Ever felt this way with a friend – that you are the one calling, texting, making plans, and you have a feeling that if you stop doing all that, the friendship will die off?
Or you did stop and it did die off?
Well yeah, that’s a one-sided friendship.
An unbalanced amount of effort that is not really met by the other person is usually the sign that your friendship has settled into this pattern, this habit, of you doing all the work and the person just going about their lives and passively responding when they want to.
This builds resentment and frustration over time that can eat into the friendship and create alot of rage towards your friend – why is he/she not putting in the effort that they should?
Because they don’t feel the need to. Because perhaps, the friendship doesn’t feel as important to them as it is to you (yes, the truth hurts sometimes). Because they know you will be doing the work and they are alright with that arrangement – no incentive at all for them to try harder.
The frustrating thing about being in a friendship with someone like that is – you are doing all the work, but they are in the driver’s seat. Their reactions and response determines whether a meetup occurs, whether there is an interaction. So it can feel as if you are putting investing alot of energy and emotions, yet the end-outcomes do not necessarily equate to your investments.
Yes friendships shouldn’t be transactional with equal give and take. But it needs to have some semblance of parity in terms of the amount of effort each party puts into it. It is a two-way thing after all.
Sign #2 – you are always doing whatever your friend wants but it’s never the other way around
I wrote about suppressing your own needs to fit a role in your friendship earlier and this sign is similar.
If you are in a friendship right now where the entirety of what you do or talk about is centred around the other person – where they want to eat, what they would like to do, who they’d like to talk about that day etc, then you have a problem.

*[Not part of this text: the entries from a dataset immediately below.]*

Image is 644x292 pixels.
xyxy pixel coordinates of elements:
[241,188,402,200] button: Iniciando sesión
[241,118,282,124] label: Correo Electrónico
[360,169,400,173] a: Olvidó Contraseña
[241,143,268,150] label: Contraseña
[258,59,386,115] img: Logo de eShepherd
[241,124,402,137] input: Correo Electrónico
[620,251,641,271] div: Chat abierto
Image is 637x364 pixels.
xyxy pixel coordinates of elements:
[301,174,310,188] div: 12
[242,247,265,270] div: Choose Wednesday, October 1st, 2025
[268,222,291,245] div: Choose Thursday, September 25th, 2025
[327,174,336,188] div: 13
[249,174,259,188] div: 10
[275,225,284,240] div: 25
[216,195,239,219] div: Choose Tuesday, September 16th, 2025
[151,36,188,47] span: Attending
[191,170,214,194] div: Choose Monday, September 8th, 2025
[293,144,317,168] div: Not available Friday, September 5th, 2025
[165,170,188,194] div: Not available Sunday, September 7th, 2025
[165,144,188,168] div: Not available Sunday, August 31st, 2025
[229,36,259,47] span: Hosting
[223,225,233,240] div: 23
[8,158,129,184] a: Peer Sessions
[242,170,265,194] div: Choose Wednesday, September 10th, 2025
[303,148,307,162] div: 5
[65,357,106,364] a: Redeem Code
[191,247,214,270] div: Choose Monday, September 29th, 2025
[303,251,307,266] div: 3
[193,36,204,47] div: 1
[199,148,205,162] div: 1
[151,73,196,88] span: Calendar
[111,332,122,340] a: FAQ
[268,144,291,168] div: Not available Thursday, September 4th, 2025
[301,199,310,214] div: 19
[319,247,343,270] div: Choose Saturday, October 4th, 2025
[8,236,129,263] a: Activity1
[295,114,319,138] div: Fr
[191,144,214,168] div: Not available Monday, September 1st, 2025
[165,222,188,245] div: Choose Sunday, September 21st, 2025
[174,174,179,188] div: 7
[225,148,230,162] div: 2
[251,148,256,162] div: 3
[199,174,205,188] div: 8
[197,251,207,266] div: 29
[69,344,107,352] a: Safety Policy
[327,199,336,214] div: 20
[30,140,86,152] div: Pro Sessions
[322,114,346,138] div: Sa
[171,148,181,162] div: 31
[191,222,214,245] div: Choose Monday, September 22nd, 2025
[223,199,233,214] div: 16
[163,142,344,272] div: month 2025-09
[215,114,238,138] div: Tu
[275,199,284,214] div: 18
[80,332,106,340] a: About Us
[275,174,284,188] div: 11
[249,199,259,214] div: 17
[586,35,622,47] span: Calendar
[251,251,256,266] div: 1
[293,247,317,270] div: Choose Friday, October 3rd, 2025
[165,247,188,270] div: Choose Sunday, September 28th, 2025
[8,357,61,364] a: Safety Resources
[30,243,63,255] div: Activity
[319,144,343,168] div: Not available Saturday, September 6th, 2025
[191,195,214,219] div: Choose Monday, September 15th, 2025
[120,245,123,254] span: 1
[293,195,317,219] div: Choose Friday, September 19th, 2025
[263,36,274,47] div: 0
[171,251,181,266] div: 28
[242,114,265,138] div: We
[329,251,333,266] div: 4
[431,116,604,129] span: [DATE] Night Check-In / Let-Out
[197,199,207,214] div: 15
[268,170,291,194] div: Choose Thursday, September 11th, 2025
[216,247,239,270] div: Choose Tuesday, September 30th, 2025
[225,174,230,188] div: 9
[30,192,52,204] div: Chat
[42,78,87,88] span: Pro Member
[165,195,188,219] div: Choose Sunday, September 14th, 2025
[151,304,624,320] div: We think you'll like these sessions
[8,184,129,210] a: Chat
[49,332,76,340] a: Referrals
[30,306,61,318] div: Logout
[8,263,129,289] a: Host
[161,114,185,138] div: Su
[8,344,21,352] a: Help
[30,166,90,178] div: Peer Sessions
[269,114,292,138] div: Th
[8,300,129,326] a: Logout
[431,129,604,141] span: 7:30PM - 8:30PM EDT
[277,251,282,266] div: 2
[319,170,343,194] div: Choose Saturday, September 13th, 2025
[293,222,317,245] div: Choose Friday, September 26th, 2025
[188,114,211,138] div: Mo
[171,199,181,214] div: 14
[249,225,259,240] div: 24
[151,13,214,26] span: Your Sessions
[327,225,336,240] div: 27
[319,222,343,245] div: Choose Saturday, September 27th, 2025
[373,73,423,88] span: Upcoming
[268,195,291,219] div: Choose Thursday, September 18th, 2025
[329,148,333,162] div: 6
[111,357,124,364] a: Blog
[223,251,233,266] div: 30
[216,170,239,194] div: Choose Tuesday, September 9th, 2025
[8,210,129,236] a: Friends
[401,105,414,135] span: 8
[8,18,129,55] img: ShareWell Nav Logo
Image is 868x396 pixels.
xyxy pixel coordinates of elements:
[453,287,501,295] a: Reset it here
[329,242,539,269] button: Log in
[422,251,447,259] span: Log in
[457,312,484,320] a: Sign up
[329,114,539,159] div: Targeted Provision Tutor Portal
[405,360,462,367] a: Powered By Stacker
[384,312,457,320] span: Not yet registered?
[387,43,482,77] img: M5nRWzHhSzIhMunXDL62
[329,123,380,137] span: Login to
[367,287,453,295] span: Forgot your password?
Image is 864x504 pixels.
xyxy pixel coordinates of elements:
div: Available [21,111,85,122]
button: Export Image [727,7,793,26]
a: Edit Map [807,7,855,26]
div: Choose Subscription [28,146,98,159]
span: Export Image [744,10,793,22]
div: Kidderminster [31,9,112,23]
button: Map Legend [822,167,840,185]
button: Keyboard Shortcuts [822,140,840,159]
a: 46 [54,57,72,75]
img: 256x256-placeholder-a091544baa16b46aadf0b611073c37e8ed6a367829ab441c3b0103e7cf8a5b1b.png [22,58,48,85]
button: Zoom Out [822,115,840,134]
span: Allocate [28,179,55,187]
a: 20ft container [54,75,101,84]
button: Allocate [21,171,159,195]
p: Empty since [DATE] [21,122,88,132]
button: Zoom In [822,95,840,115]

Your voice is not being heard in this friendship.
A friendship is a two-way street, where two people have mutual like and respect and want to spend a relatively equal amount of time doing things they both like and don’t mind.
A friendship is not a container for just one party to do whatever it is they want, at the expense of their friend.
If you are feeling like you are unable to be honest about what you want to do on hangouts and you find your opinions being drowned out at the table, it may be useful to also take a deeper look at your friendship’s dynamic. Are you playing a role? Perhaps of the quiet, well-behaved, good listener that people have to just expect you to “perform” that role and nothing more?
Does your friendship offer the emotional space for you to be able to have a voice and be yourself?
Are you constantly telling your friend that you are okay to go along with their wishes but you don’t really mean it?
If you have been asking that your friend do things that you like and have been attempting to make your voice heard – but your attempts have been futile, then it is time to relook your friendship.
It may not be a friendship that is serving your best interests or one that is aligned with your values.
Struggling to attract and select the right friendships?
Sign #3 – The emotional intimacy is unbalanced
How does emotional intimacy come about? When two people are able to offer their honest thoughts and feelings on different things in their life, and the other is able to take it all in, in a very non-critical and non-judgmental manner. When an honest, non-judgmental sharing space is created, it enables people to be themselves, and say what they want or feel knowing that they won’t experience much, if any, backlash.
It is a psychologically safe space.
Where this goes out of whack is when one or both parties feel like the friendship does not offer them an emotionally safe space to be themselves. So they self-filter and put on a facade or feel deeply unhappy with how their emotional needs are not met.
Some examples of how this could play out: You are confiding in your friend, but
- He/she is clearly not listening or is too absorbed in their own thoughts
- They are dominating the conversations with their own feelings
- They invalidate your emotions by telling you that what you experience is not real, being overly-objective and rational about what you are experiencing or telling you that it can’t be possible as they have never experienced it themselves.
Actions like that serve as emotional roadblocks, and hinder people from sharing more in the friendship.
If this is how you tend to feel in your friendships or if this is how your friend tends to treat you – where you feel like you are being emotionally shut down quite frequently, it could be time to relook your friendship or move on from it.
The Qn I ask always, are your one-sided friendships holding you back? What stories about friendships you have that need changing?
You aren’t obligated in any way to stay in friendships that dont align with your highest good and hold you back from expressing who you really are.
Friendships are supposed to be mutually fun, loving, supportive spaces. You deserve someone who can give you what you are looking for in a friendship, and not constantly feel like you are chasing after them!
Yes I am a part of a 1 sided friendship (she knows it too) but she means quite a lot to me so it’s hard to just stop after everything we have been through together. She recently text me she can’t commit to the friendship after we went on a 6 month hiatus of no contact, told her I was sorry for being a shitty friend to her but she says we are still friends but she feels bad she doesn’t have the time for the connection I deserve, but she will call me sometime to talk, she’s working on herself right now so I have left her alone to do that. But still talks to her other friends and hangs out with them, so something is going on that she’s not telling me. Maybe she’s going through a hard time and I am a part of it? I dunno.